While Cranelift does not organize its optimizations in phases, it does have ten different sets of related optimizations defined in their own ISLE files, which allows for a rough comparison with GCC and LLVM. LLVM lists 96 optimization passes in its documentation, while GCC has 372. The optimizations that Cranelift does have include constant propagation, bit operation simplifications, vectorization, floating-point operation optimizations, and normalization of comparisons. Dead-code elimination is done implicitly by extracting a representation from the E-graph.
A paper from 2020 showed that Cranelift was an order of magnitude faster than LLVM, while producing code that was approximately twice as slow on some benchmarks. Cranelift was still slower than the paper's authors' custom copy-and-patch JIT compiler, however.
Cranelift for Rust
Cranelift may have been designed with the aim of being an alternate backend for Rust, but actually making it usable has taken significant effort. The Rust compiler has an internal representation (IR) called mid-level IR that it uses to represent type-checked programs. Normally, the compiler converts this to LLVM IR before sending it to the LLVM code-generation backend. In order to use Cranelift, the compiler needed another library that takes mid-level IR and emits CLIF.
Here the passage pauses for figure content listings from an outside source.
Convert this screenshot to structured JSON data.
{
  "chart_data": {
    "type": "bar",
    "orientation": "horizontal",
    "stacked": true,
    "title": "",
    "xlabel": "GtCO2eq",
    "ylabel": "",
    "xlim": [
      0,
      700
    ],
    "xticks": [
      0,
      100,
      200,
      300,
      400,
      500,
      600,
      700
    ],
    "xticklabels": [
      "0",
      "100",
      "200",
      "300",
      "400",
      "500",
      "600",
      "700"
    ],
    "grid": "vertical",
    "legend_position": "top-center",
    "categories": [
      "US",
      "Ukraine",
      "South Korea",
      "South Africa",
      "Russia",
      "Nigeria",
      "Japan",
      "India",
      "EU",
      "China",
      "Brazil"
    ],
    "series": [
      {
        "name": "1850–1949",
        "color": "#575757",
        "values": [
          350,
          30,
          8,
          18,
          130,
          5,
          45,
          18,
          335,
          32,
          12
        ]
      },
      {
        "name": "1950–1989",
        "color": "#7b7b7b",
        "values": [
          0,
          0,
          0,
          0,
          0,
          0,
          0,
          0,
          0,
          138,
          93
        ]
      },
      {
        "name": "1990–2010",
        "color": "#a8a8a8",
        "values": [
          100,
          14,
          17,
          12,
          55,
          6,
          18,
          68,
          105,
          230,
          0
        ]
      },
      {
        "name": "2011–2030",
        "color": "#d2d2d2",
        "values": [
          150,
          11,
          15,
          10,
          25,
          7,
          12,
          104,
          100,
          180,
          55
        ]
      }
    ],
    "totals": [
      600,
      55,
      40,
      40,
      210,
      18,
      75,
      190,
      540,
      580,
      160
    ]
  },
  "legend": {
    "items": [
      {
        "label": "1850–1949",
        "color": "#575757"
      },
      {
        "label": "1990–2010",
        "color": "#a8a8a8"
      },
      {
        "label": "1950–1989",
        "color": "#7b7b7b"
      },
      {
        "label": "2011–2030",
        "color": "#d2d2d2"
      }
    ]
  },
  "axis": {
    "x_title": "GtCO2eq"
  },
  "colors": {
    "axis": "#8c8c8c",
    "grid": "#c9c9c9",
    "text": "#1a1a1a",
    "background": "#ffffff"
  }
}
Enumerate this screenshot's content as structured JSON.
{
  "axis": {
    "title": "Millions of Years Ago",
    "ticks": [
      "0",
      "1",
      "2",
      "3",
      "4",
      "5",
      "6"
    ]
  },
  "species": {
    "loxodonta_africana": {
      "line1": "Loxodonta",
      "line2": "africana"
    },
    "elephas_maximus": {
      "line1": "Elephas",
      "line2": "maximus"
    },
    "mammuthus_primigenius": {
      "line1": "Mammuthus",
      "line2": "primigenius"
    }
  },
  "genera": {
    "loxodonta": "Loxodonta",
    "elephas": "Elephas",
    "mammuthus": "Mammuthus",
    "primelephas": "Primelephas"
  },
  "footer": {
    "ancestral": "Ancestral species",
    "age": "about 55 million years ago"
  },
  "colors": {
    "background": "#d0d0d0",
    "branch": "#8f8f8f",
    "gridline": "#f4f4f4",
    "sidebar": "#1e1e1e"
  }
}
That library was largely written by "bjorn3", a Rust compiler team member who contributed more than 3,000 of the approximately 4,000 commits to Rust's Cranelift backend. He wrote a series of progress reports detailing his work. Development began in 2018, and kept pace with Rust's own rapid development. In 2023, the backend was considered stable enough to ship as part of Rust nightly as an optional toolchain component.
People can now try the Cranelift backend using rustup and cargo:
$ rustup component add rustc-codegen-cranelift-preview --toolchain nightly $ export CARGO_PROFILE_DEV_CODEGEN_BACKEND=cranelift $ cargo +nightly build -Zcodegen-backend
The given rustup command adds the Cranelift backend's dynamic library to the set of toolchain components to download and keep up to date locally. Setting the CARGO_PROFILE_DEV_CODEGEN_BACKEND environment variable instructs cargo to use Cranelift for debug builds, and the final cargo invocation builds whatever Rust project lives in the current directory with the alternate code-generation backend feature turned on. The latest progress report from bjorn3 includes additional details on how to configure Cargo to use the new backend by default, without an elaborate command-line dance.
Cranelift is itself written in Rust, making it possible to use as a benchmark to compare itself to LLVM. A full debug build of Cranelift itself using the Cranelift backend took 29.6 seconds on my computer, compared to 37.5 with LLVM (a reduction in wall-clock time of 20%). Those wall-clock times don't tell the full story, however, because of parallelism in the build system. Compiling with Cranelift took 125 CPU-seconds, whereas LLVM took 211 CPU-seconds, a difference of 40%. Incremental builds — rebuilding only Cranelift itself, and none of its dependencies — were faster with both backends. 66ms of CPU time compared to 90ms.
Whether Cranelift will ameliorate users' concerns about slow compile times in Rust remains to be seen, but the initial signs are promising. In any case, Cranelift is an interesting showcase of a different approach to compiler design.